I've seen this causing problems in the feature generation code where an expected column name doesn't match the actual name in database. For example, when triage applies imputation rules, it first queries a feature table for the list of columns containing nulls. If one of the column names returned was truncated on creation, then triage doesn't have an imputation rule to handle it.
This might also cause problems where triage tries to create duplicate columns, as when creating columns for different aggregations of the same quantity:
'[some_63_char_identifier]_sum'
and
'[some_63_char_identifier]_max'
both get truncated to the same identifier:
'[some_63_char_identifier]'
Thanks for flagging this. The temporary workaround is to shorten the name of your columns in your from_obj
or when you are selecting values for categorical columns (this is where I tend to run into it). For example, for categoricals, I will sometimes use something like left(6)
to produce shortened names.
It's worth thinking about what Triage should do in this case. Just flag it in validation and throw an error as early as possible, or is there a reasonable way to autocorrect/autoshorten for the user?
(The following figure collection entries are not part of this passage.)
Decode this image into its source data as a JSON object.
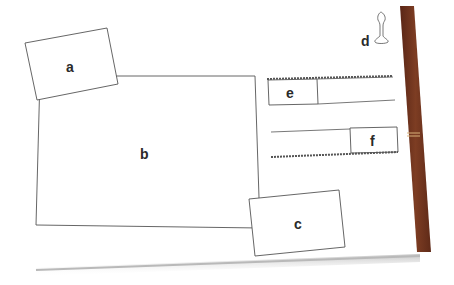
{
  "diagram": {
    "labels": {
      "a": "a",
      "b": "b",
      "c": "c",
      "d": "d",
      "e": "e",
      "f": "f"
    },
    "colors": {
      "line": "#555555",
      "spine": "#7a3a22",
      "spine_dark": "#5a2616",
      "page_shadow": "#c8c8c8"
    }
  }
}
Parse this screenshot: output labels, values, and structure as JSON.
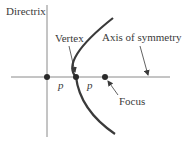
{
  "figure": {
    "type": "parabola-diagram",
    "labels": {
      "directrix": "Directrix",
      "vertex": "Vertex",
      "axis": "Axis of symmetry",
      "focus": "Focus",
      "p_left": "p",
      "p_right": "p"
    },
    "colors": {
      "line": "#8a8a8a",
      "curve": "#3a3a3a",
      "point": "#2a2a2a",
      "text": "#3a3a3a"
    },
    "points": {
      "directrix_intersection": {
        "x": 47,
        "y": 77
      },
      "vertex": {
        "x": 76,
        "y": 77
      },
      "focus": {
        "x": 105,
        "y": 77
      }
    }
  }
}
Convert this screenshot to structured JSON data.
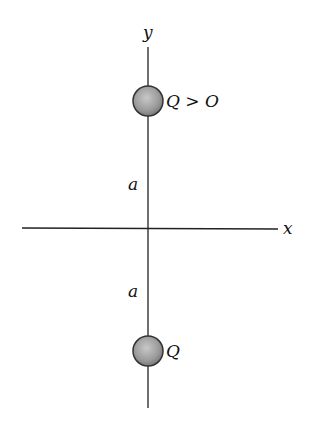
{
  "diagram": {
    "axes": {
      "x_label": "x",
      "y_label": "y"
    },
    "distances": {
      "upper_label": "a",
      "lower_label": "a"
    },
    "charges": [
      {
        "id": "top",
        "label": "Q > O"
      },
      {
        "id": "bottom",
        "label": "Q"
      }
    ],
    "colors": {
      "line": "#222222",
      "charge_fill": "#a8a8a8",
      "charge_edge": "#333333"
    }
  }
}
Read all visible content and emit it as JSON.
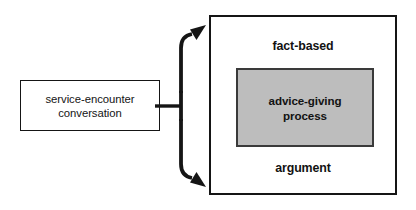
{
  "diagram": {
    "colors": {
      "line": "#151515",
      "inner_fill": "#bdbdbd",
      "inner_border": "#3a3a3a",
      "background": "#ffffff",
      "text": "#121212"
    },
    "source_node": {
      "label": "service-encounter\nconversation"
    },
    "connector": {
      "icon_top": "curved-arrow-up-right-icon",
      "icon_bottom": "curved-arrow-down-right-icon",
      "stem": "horizontal-stem"
    },
    "target_node": {
      "top_label": "fact-based",
      "bottom_label": "argument",
      "inner_node": {
        "label": "advice-giving\nprocess"
      }
    }
  }
}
In either case, it'll probably be easier to fix it if https://github.com/dssg/triage/pull/608 is merged, because in it the full feature names (with intervals and aggregate functions, etc) are available much earlier in the process, before the database starts doing work.
Could we
- implement an option to specify an alias for the source column name (the middle part in the generated name) in the config file
- throw an error and require that the user specify a shorter name in the alias
This has the advantage of being easier than trying to figure out an approach to automatically shortening the name, and allows the user to ensure that the resulting name is meaningful/readable while being unique (compared to something like generating a hash of the source column name)
I think #1 is one of the things @ecsalomon was alluding to, if I read it right. The aliasing you can do now.
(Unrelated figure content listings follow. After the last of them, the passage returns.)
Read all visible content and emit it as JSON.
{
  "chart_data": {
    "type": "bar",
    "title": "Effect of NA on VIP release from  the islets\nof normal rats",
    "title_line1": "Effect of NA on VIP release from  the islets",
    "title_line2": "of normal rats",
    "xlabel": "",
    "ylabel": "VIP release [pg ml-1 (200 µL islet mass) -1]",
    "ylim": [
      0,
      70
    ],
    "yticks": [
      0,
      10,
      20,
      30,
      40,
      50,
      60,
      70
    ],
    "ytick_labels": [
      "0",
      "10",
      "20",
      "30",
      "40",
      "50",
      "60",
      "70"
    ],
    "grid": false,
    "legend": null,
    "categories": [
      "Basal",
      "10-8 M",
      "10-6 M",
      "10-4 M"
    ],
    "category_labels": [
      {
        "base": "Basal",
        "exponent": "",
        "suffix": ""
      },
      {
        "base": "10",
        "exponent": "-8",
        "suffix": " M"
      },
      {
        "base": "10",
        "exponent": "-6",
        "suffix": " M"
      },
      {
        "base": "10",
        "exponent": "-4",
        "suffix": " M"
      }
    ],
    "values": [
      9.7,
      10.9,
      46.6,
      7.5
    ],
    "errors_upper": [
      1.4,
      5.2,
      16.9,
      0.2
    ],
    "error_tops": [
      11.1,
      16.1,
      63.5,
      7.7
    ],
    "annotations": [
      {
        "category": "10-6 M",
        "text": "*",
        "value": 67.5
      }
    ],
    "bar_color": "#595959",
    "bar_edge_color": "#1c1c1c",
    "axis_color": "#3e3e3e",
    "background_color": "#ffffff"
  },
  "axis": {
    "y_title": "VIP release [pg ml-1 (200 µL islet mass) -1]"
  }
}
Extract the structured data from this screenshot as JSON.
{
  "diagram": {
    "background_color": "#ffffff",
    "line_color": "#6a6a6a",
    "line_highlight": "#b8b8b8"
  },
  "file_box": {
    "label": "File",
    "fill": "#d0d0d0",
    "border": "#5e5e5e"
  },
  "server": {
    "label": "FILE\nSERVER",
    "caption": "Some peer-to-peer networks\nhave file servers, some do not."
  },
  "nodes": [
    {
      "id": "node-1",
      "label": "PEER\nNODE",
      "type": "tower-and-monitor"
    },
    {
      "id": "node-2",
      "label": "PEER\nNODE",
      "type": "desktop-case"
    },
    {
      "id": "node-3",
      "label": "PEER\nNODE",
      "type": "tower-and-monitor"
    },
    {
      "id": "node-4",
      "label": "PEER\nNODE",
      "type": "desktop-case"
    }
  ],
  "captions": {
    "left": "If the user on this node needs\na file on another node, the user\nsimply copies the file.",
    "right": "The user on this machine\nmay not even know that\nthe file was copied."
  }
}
If you specify the quantity as a dict instead of a string you can call the output column whatever you want. Dirtyduckling uses this aliasing option: https://github.com/dssg/triage/blob/master/example/config/dirty-duckling.yaml#L32
Instead of
quantity: <sourcecolname>
do
quantity:
<alias>: <sourcecolname>
As far as the validation goes, this ticket exists for that.
https://github.com/dssg/triage/issues/517 https://github.com/dssg/triage/issues/514
A bunch of people have hit this problem, so it would be very nice to fix! As of yet it hasn't been done because it's a bit complicated to catch this before feature creation given how the feature creation code is structured right now (hence my bringing up #608)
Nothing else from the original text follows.